Elastic held a ‘Capture The Bug’ event on September 29th, in the run-up to ElasticON. I love these scenario-based events; they provide much more realistic data and you can dig into a close-to-real-world scenario to really get to grips with the stack.
It was a live event with around 40 people on a Zoom call led by Tim Brophy from Elastic. It began with a brief introduction to the observability tools in The Elastic Stack, including a bit of training for anyone who wasn’t familiar to the topic or the stack.
All participants were provided with access to a lab environment that had a microservice-based web application and various data stores. All services were being monitored with Elastic Observability. The various applications were supported by Elastic’s Application Performance Monitoring (APM) tools and there was a traffic generator to constantly hit the application and generate load. An Elasticsearch cluster received all this data, and participants were set several challenges to complete.

Each challenge started with the host deliberately deploying a bug or broken configuration to the environment. The participants then had ten minutes to track down what had happened and, for bonus points, coming up with a way to fix it. The host provides lots of hints for where to look to find the answers, as there were people in the competition who hadn’t used the tools at all before this event.

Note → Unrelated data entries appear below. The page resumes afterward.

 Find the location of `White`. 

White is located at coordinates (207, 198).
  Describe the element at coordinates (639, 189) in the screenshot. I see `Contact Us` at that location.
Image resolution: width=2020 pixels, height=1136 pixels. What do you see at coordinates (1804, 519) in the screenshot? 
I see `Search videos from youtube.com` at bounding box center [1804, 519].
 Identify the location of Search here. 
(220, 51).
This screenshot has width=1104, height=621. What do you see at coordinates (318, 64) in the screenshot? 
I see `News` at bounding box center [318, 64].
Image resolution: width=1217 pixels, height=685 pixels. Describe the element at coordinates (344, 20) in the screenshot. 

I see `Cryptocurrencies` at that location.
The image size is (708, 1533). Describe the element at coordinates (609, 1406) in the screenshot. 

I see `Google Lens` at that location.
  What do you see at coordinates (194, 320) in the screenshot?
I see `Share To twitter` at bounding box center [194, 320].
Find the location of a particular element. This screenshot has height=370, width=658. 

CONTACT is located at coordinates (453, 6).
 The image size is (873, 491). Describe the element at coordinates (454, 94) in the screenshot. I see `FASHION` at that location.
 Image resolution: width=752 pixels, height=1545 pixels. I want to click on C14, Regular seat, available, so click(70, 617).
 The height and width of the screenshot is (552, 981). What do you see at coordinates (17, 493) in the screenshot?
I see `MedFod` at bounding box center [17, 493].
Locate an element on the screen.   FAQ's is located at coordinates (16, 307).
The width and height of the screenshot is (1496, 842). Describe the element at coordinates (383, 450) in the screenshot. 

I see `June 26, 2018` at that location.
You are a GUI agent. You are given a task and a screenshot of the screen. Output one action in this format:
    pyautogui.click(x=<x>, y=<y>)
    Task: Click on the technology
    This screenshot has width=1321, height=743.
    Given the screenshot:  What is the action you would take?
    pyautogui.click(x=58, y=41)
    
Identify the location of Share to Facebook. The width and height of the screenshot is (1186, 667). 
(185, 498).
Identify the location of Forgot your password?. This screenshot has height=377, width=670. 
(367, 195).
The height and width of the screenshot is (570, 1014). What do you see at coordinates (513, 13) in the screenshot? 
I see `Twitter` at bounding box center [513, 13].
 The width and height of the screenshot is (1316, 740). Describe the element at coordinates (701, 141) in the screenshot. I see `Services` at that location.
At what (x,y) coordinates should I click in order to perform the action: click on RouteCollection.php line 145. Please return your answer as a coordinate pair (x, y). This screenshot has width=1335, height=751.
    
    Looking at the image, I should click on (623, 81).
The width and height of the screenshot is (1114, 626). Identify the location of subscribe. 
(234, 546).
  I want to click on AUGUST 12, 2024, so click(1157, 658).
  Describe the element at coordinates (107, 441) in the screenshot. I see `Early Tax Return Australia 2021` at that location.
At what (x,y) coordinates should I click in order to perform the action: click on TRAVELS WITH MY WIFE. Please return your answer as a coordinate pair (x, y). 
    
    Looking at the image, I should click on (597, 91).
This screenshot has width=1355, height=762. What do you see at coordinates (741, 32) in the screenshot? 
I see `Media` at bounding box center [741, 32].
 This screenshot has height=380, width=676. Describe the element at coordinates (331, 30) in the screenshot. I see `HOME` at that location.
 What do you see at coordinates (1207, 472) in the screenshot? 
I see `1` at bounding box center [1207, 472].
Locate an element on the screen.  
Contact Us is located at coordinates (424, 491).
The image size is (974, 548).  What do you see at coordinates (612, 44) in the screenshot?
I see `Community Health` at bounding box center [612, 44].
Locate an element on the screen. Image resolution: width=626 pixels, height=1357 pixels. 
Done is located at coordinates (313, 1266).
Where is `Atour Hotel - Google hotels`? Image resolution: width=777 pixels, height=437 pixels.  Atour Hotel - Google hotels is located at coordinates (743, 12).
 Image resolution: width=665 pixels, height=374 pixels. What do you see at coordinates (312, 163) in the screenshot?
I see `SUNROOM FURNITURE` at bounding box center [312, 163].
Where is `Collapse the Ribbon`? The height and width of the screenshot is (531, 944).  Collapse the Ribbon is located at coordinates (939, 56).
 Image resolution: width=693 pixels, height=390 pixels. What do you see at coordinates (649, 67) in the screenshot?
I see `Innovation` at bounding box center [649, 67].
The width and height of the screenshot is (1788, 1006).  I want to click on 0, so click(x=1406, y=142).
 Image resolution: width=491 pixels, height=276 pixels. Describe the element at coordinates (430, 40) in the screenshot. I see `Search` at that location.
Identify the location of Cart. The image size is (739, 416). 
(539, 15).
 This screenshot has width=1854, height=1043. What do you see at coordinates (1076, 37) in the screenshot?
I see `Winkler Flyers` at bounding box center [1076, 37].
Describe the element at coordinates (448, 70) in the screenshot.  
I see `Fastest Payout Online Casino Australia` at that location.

The challenge threw up a couple of issues with the observability tools. The main Services page, for example, always shows the error rate as N/A, even when the service is throwing errors. There are other places to discover services throwing errors but it’s not consistent through the platform.

There are other things that could be simplified, such as navigating from application to application (Services to Logs, for example), and reducing noise in the logs application. Overall, however, there’s a lot of powerful and useful functionality available.
We skipped one of the challenges but the competition still lasted around two hours. Everyone entered their answers on a Google Form and the hosts marked everything at the end of the event. I ended up coming second and got a bit of swag in the post!
The challenges were great fun and are a really good way to get an introduction to Elastic’s observability tooling in a pre-defined environment. Elastic host these competitions fairly frequently and I’d recommend enrolling on one if you have the opportunity. I can imagine the challenges being even more entertaining when hosted in a real-life setting, with food and friendly rivalry!
I really like Elastic’s observability tools. They’re easy to deploy and provide a lot of very useful information. I have installed, configured, and deployed it at two customer sites and the customers were thrilled with the data they were getting, which becomes even more useful when complemented by alerting!